People often say to me, “You’re so calm.”
And they’re mostly right.
But they also wrongly conclude that it’s because my life is easy.
I am mostly calm, but it’s not because I don’t have challenging circumstances, just like everyone else.
I experience family drama, unexpected expenses, fatigue, sickness, death of loved ones, etc.
In fact, I’ve experienced all of that recently.
I’m calm because I’ve learned how to allow and feel the anxiety, overwhelm, anger, sadness, and grief that are a normal part of life.
Years ago, when my life felt out of control, when I was in dysfunctional relationships, barely making ends meet, exhausting myself by worrying about and trying to fix everyone and everything, and coping by overeating and overworking, I didn’t know that understanding and feeling emotions was the answer.
I thought emotions were something that happened to me, and my job was to push the painful ones down and resist them at all costs.
I was afraid I could get lost in them, and there was no time for that.
I thought emotions were caused by what other people said or did.
I thought my emotions were caused by not having enough money or time, or love.
I thought my emotions were caused by world events like pandemics and war.
And so, to feel better, I would try to control the uncontrollable, which only lead to frustration, overwhelm, and exhaustion.
And when I realized that I couldn’t control the uncontrollable but still believed it was responsible for my feelings, I would sink into anxiety or depression.
When I believed the outer world was responsible for my inner world, it was a no-win situation.
But I had it backward.
My inner world was always creating my experience of the outer world.
I created my emotions by what I was thinking about all the above.
Now I had something to work with.
Managing emotions should be taught in school.
It’s essential because emotion is what shapes our lives.
Once I figured it out, my entire life changed.
Calm is now my superpower, and it can be your superpower too.
Calm is defined as a peaceful mental or emotional state.
A calm state helps us think more clearly and creatively.
Calm helps us see the good and enjoy life more.
Calm takes us out of survival mode (fight or flight) and helps us thrive.
Calm is not the absence of negative emotion but the ability to allow the emotion with honor, love, and grace.
It was something I had to learn, and you can learn it too.
The first step to calm is to stop resisting and start allowing emotion.
What we resist persists.
We resist feeling by overeating, over-drinking, overworking, oversleeping, and getting lost in social media or Netflix.
Sometimes fighting/bickering with or withdrawing from loved ones will help us temporarily feel more power and less pain.
The negative emotion persists because when it’s never fully processed, we react, and those reactions cause more negative emotion.
Like I said last week, sometimes life is hard, and it’s supposed to be.
Part of life will include negative emotions, and that’s okay.
We can embrace it, get good at experiencing it, letting it go, and moving forward.
Willingness to feel releases the resistance and allows the emotion to flow through you instead of being stuck in it, reacting to it, and compounding it.
If you’re ready to start feeling better, you must learn how to feel bad on purpose.
If done correctly, feeling bad can be highly productive and lead to peace, love, joy.
If you want to learn more, click here for my guide on processing emotions.
When you learn how to remain calm in the midst of your circumstances, you make better decisions, and the sum of those decisions creates your life.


From the entries underneath, give the number of lines holding the word "image", without any other words.

**RECORDS TO PROCESS**
# # # # #
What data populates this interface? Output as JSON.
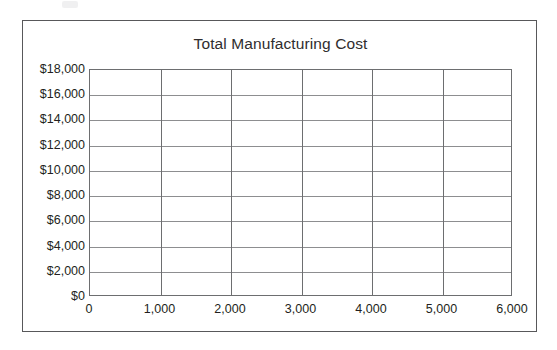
{
  "figure": {
    "title": "Total Manufacturing Cost",
    "background_color": "#ffffff",
    "frame_color": "#58585a",
    "axis_color": "#6d6e70",
    "gridline_color": "#8d8e90",
    "text_color": "#231f20"
  },
  "chart_data": {
    "type": "line",
    "title": "Total Manufacturing Cost",
    "xlabel": "",
    "ylabel": "",
    "series": [],
    "x": [],
    "categories": [],
    "values": [],
    "xlim": [
      0,
      6000
    ],
    "ylim": [
      0,
      18000
    ],
    "x_tick_values": [
      0,
      1000,
      2000,
      3000,
      4000,
      5000,
      6000
    ],
    "x_tick_labels": [
      "0",
      "1,000",
      "2,000",
      "3,000",
      "4,000",
      "5,000",
      "6,000"
    ],
    "y_tick_values": [
      0,
      2000,
      4000,
      6000,
      8000,
      10000,
      12000,
      14000,
      16000,
      18000
    ],
    "y_tick_labels": [
      "$0",
      "$2,000",
      "$4,000",
      "$6,000",
      "$8,000",
      "$10,000",
      "$12,000",
      "$14,000",
      "$16,000",
      "$18,000"
    ],
    "grid": true,
    "grid_axes": "both",
    "legend": false,
    "legend_position": "none",
    "annotations": [],
    "note": "Empty plotting grid; no data series are plotted in the figure."
  }
}
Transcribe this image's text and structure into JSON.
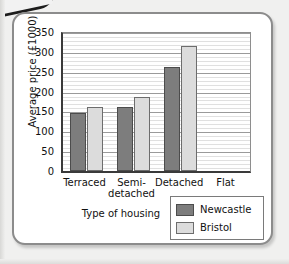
{
  "chart_data": {
    "type": "bar",
    "title": "",
    "xlabel": "Type of housing",
    "ylabel": "Average price (£1000)",
    "categories": [
      "Terraced",
      "Semi-detached",
      "Detached",
      "Flat"
    ],
    "category_lines": [
      [
        "Terraced"
      ],
      [
        "Semi-",
        "detached"
      ],
      [
        "Detached"
      ],
      [
        "Flat"
      ]
    ],
    "series": [
      {
        "name": "Newcastle",
        "color": "#7d7d7d",
        "values": [
          147,
          161,
          262,
          null
        ]
      },
      {
        "name": "Bristol",
        "color": "#dcdcdc",
        "values": [
          160,
          186,
          315,
          null
        ]
      }
    ],
    "ylim": [
      0,
      350
    ],
    "ytick_labels": [
      "350",
      "300",
      "250",
      "200",
      "150",
      "100",
      "50",
      "0"
    ],
    "ytick_values": [
      350,
      300,
      250,
      200,
      150,
      100,
      50,
      0
    ],
    "ytick_step": 50,
    "minor_gridline_step": 10,
    "grid": true,
    "legend_position": "bottom-right",
    "note_flat_empty": "Flat category has no bars drawn"
  },
  "legend": {
    "entries": [
      {
        "label": "Newcastle"
      },
      {
        "label": "Bristol"
      }
    ]
  }
}
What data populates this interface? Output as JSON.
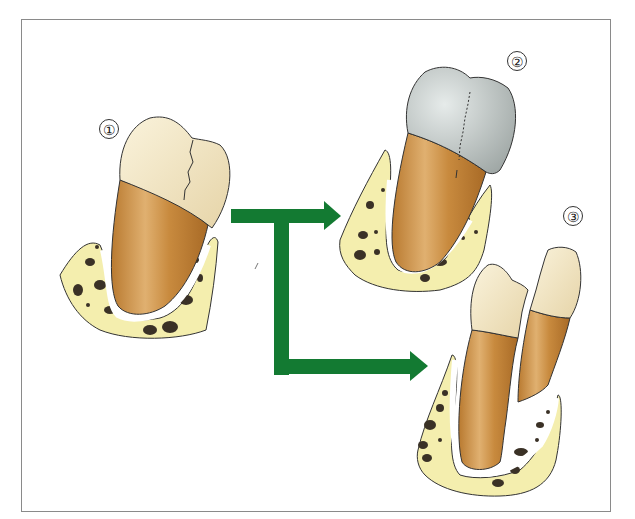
{
  "figure": {
    "type": "dental illustration",
    "labels": [
      {
        "id": "1",
        "text": "①",
        "caption": "cracked tooth"
      },
      {
        "id": "2",
        "text": "②",
        "caption": "tooth restored with crown"
      },
      {
        "id": "3",
        "text": "③",
        "caption": "split tooth"
      }
    ],
    "colors": {
      "arrow": "#137a32",
      "bone": "#f4eeae",
      "bone_pores": "#3a3126",
      "root": "#c58a3c",
      "enamel": "#efe4c4",
      "crown": "#bcc3c1",
      "outline": "#333333",
      "frame_border": "#8a8a8a"
    }
  }
}
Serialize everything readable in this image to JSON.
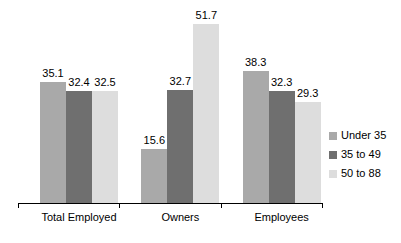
{
  "chart_data": {
    "type": "bar",
    "title": "",
    "subtitle": "",
    "xlabel": "",
    "ylabel": "",
    "categories": [
      "Total Employed",
      "Owners",
      "Employees"
    ],
    "series": [
      {
        "name": "Under 35",
        "color": "#a9a9a9",
        "values": [
          35.1,
          15.6,
          38.3
        ]
      },
      {
        "name": "35 to 49",
        "color": "#6f6f6f",
        "values": [
          32.4,
          32.7,
          32.3
        ]
      },
      {
        "name": "50 to 88",
        "color": "#dddddd",
        "values": [
          29.3,
          51.7,
          29.3
        ]
      }
    ],
    "values_by_group": [
      {
        "category": "Total Employed",
        "values": [
          35.1,
          32.4,
          32.5
        ]
      },
      {
        "category": "Owners",
        "values": [
          15.6,
          32.7,
          51.7
        ]
      },
      {
        "category": "Employees",
        "values": [
          38.3,
          32.3,
          29.3
        ]
      }
    ],
    "data_labels": [
      "35.1",
      "32.4",
      "32.5",
      "15.6",
      "32.7",
      "51.7",
      "38.3",
      "32.3",
      "29.3"
    ],
    "ylim": [
      0,
      57
    ],
    "grid": false,
    "legend_position": "right",
    "axis_line": true
  },
  "legend": {
    "items": [
      {
        "label": "Under 35",
        "color": "#a9a9a9"
      },
      {
        "label": "35 to 49",
        "color": "#6f6f6f"
      },
      {
        "label": "50 to 88",
        "color": "#dddddd"
      }
    ]
  },
  "axis": {
    "categories": [
      "Total Employed",
      "Owners",
      "Employees"
    ]
  }
}
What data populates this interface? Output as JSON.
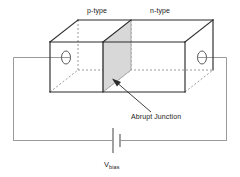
{
  "figure": {
    "labels": {
      "p_type": "p-type",
      "n_type": "n-type",
      "abrupt_junction": "Abrupt Junction",
      "vbias_symbol": "V",
      "vbias_subscript": "bias"
    },
    "colors": {
      "solid_edge": "#2b2b2b",
      "hidden_edge": "#8a8a8a",
      "junction_fill": "#d6d6d6",
      "junction_stroke": "#9a9a9a",
      "wire": "#9a9a9a",
      "battery": "#6e6e6e",
      "text": "#1a1a1a",
      "background": "#ffffff"
    },
    "geometry": {
      "box_front_left_x": 50,
      "box_front_right_x": 185,
      "box_front_top_y": 42,
      "box_front_bottom_y": 92,
      "depth_dx": 28,
      "depth_dy": -22,
      "junction_front_x": 103,
      "junction_back_x": 131
    },
    "elements": {
      "left_electrode": "left-contact-ellipse",
      "right_electrode": "right-contact-ellipse",
      "battery": "battery-symbol",
      "pointer": "junction-pointer-arrow"
    }
  }
}
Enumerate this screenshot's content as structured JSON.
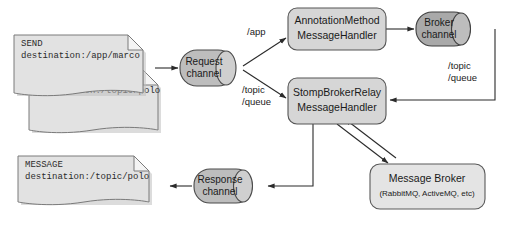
{
  "diagram": {
    "colors": {
      "box_fill": "#d6d6d6",
      "box_stroke": "#555555",
      "document_fill": "#e2e2e2",
      "document_stroke": "#7a7a7a",
      "channel_light_fill": "#bdbdbd",
      "channel_dark_fill": "#a9a9a9",
      "broker_fill": "#e4e4e4",
      "line_stroke": "#2b2b2b",
      "background": "#ffffff"
    },
    "documents": [
      {
        "id": "send-app-marco",
        "line1": "SEND",
        "line2": "destination:/app/marco"
      },
      {
        "id": "send-topic-polo",
        "line1": "SEND",
        "line2": "destination:/topic/polo"
      },
      {
        "id": "message-topic-polo",
        "line1": "MESSAGE",
        "line2": "destination:/topic/polo"
      }
    ],
    "channels": [
      {
        "id": "request-channel",
        "line1": "Request",
        "line2": "channel",
        "shade": "light"
      },
      {
        "id": "broker-channel",
        "line1": "Broker",
        "line2": "channel",
        "shade": "dark"
      },
      {
        "id": "response-channel",
        "line1": "Response",
        "line2": "channel",
        "shade": "light"
      }
    ],
    "handlers": [
      {
        "id": "annotation-method-message-handler",
        "line1": "AnnotationMethod",
        "line2": "MessageHandler"
      },
      {
        "id": "stomp-broker-relay-message-handler",
        "line1": "StompBrokerRelay",
        "line2": "MessageHandler"
      }
    ],
    "broker": {
      "id": "message-broker",
      "title": "Message Broker",
      "subtitle": "(RabbitMQ, ActiveMQ, etc)"
    },
    "edge_labels": [
      {
        "id": "label-app",
        "text": "/app"
      },
      {
        "id": "label-topic-queue-left-1",
        "text": "/topic"
      },
      {
        "id": "label-topic-queue-left-2",
        "text": "/queue"
      },
      {
        "id": "label-topic-queue-right-1",
        "text": "/topic"
      },
      {
        "id": "label-topic-queue-right-2",
        "text": "/queue"
      }
    ]
  }
}
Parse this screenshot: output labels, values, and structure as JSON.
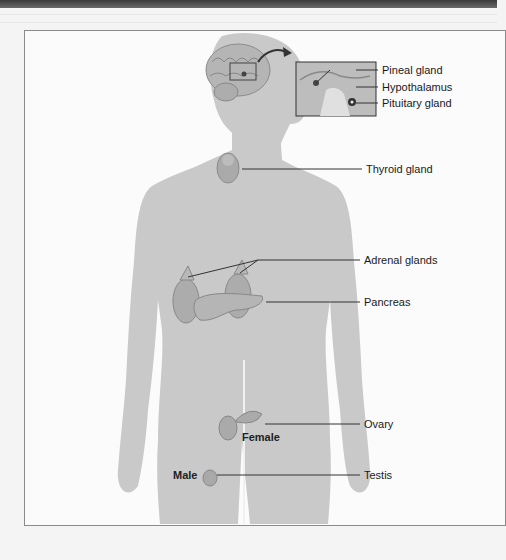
# # # # #
**SOLUTION BELOW**
2